PIN Security — What Four Digits Can and Can't Do

A four-digit PIN feels reassuringly secret, but the maths is humbling: there are exactly 10,000 combinations from 0000 to 9999. Compared with even a short password that is almost nothing, and yet PINs guard the phone in your pocket and the card in your wallet perfectly well. Understanding why that works — and where it stops working — is the difference between a PIN that protects you and one that only looks like it does.

The entropy of a PIN

Entropy measures how many equally likely possibilities a secret is drawn from, in bits. A random four-digit PIN is one of 10,000 options, and log₂(10,000) ≈ 13.3 bits. Set that against the 78 bits of a twelve-character generated password (covered in how password entropy works) and the gap is enormous: 2⁷⁸ is a septillion times larger than 2¹³·³. Adding digits helps linearly in a way that feels slow — a six-digit PIN reaches 19.9 bits (a million combinations), eight digits reaches 26.6 bits (a hundred million) — but never approaches password territory.

PIN lengthCombinationsBits of entropy
4 digits10,00013.3
6 digits1,000,00019.9
8 digits100,000,00026.6

By password standards these numbers are terrible. So why do PINs work at all?

Why 13 bits is enough — sometimes

A PIN’s security does not come from its entropy. It comes from rate limiting and a secure element. Try the wrong PIN on a modern phone and it counts the attempt, enforces escalating delays, and after a handful of failures either wipes the device or locks it for good. The bank card in a terminal blocks after three wrong tries. When an attacker gets only a few guesses per hour rather than billions per second, 10,000 possibilities is a strong wall: at three attempts before lockout, the chance of guessing a random four-digit PIN is 3 in 10,000, or 0.03%.

The hardware matters as much as the counter. Phone PINs unlock a key stored in a dedicated secure chip that itself enforces the delays, so an attacker cannot copy the encrypted storage and grind guesses against it on their own hardware — the exact offline attack that makes short secrets fatal for passwords. Take those protections away and a PIN collapses instantly: a bare 4-digit hash with no rate limit falls in well under a second.

The PINs everyone picks

Randomness is the other half of the story, and here humans are predictable. Analyses of leaked PIN datasets have found that a small handful of codes cover a startling share of all PINs in use. 1234 alone accounts for something like one in nine. The rest of the top offenders are just as guessable: 1111, 0000, 1212, 7777, and 2000. Dates are the deepest trap — a PIN like 1987 or 0304 looks personal and random, but birth years cluster in the 19xx range and day-month pairs only span 0101 to 3112, so an attacker who tries dates first covers a huge fraction of real PINs with very few guesses. If someone knows your birthday, a date-based PIN is barely a secret at all.

This is exactly why a PIN generator draws from a cryptographically secure random source rather than letting you type something memorable. Its avoid-repeats and avoid-sequences options exist to skip the codes an attacker tries first — the 1111s and 1234s — so the PIN you get is somewhere in the boring middle of the keyspace where guessing has no shortcut.

When four digits isn’t enough

The rate-limit-plus-secure-element model holds only where those protections exist. Reach for six or more digits when they don’t, or when the stakes rise:

What to do next

Match the secret to the threat. Where a secure element rate-limits attempts — your phone, your cards — a random six-digit PIN from the PIN generator is plenty, provided it isn’t a date or a repeat. Where nothing limits the guessing, a PIN is the wrong tool and a generated password is the right one. And wherever you do use a PIN, the single most important rule is that a machine, not your memory, should choose the digits — because the moment a human picks, the attacker’s guessing list starts with your choice.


REQUIRED WORK:
Give the records again exactly. Pictures do not belong in the copy.

EXERCISE INPUTS:
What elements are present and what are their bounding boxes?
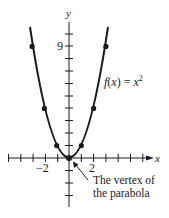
parabola-diagram: y x 9 −2 2 f(x) = x2 The vertex of the p… bbox=[0, 0, 169, 218]
x-axis bbox=[8, 154, 154, 162]
point-3-9 bbox=[103, 44, 108, 49]
point-neg3-9 bbox=[29, 44, 34, 49]
point-neg1-1 bbox=[54, 143, 59, 148]
vertex-annotation-line2: the parabola bbox=[93, 187, 150, 200]
point-vertex bbox=[66, 155, 72, 161]
point-neg2-4 bbox=[42, 106, 47, 111]
x-tick-label-neg2: −2 bbox=[36, 161, 49, 175]
vertex-annotation-arrow-icon bbox=[73, 162, 88, 181]
x-axis-arrow-icon bbox=[146, 156, 154, 161]
x-axis-label: x bbox=[154, 152, 160, 164]
vertex-annotation-line1: The vertex of bbox=[93, 174, 155, 186]
y-axis bbox=[65, 22, 73, 207]
y-tick-label-9: 9 bbox=[57, 39, 63, 53]
function-label: f(x) = x2 bbox=[104, 74, 143, 89]
point-2-4 bbox=[91, 106, 96, 111]
x-tick-label-2: 2 bbox=[89, 161, 95, 175]
y-axis-label: y bbox=[65, 7, 71, 19]
point-1-1 bbox=[79, 143, 84, 148]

OUTPUT FOR THIS TASK:
What elements are present and what are their bounding boxes?
parabola-diagram: y x 9 −2 2 f(x) = x2 The vertex of the p… bbox=[0, 0, 169, 218]
x-axis bbox=[8, 154, 154, 162]
point-3-9 bbox=[103, 44, 108, 49]
point-neg3-9 bbox=[29, 44, 34, 49]
point-neg1-1 bbox=[54, 143, 59, 148]
vertex-annotation-line2: the parabola bbox=[93, 187, 150, 200]
point-vertex bbox=[66, 155, 72, 161]
point-neg2-4 bbox=[42, 106, 47, 111]
x-tick-label-neg2: −2 bbox=[36, 161, 49, 175]
vertex-annotation-arrow-icon bbox=[73, 162, 88, 181]
x-axis-arrow-icon bbox=[146, 156, 154, 161]
x-axis-label: x bbox=[154, 152, 160, 164]
vertex-annotation-line1: The vertex of bbox=[93, 174, 155, 186]
y-axis bbox=[65, 22, 73, 207]
y-tick-label-9: 9 bbox=[57, 39, 63, 53]
function-label: f(x) = x2 bbox=[104, 74, 143, 89]
point-2-4 bbox=[91, 106, 96, 111]
x-tick-label-2: 2 bbox=[89, 161, 95, 175]
y-axis-label: y bbox=[65, 7, 71, 19]
point-1-1 bbox=[79, 143, 84, 148]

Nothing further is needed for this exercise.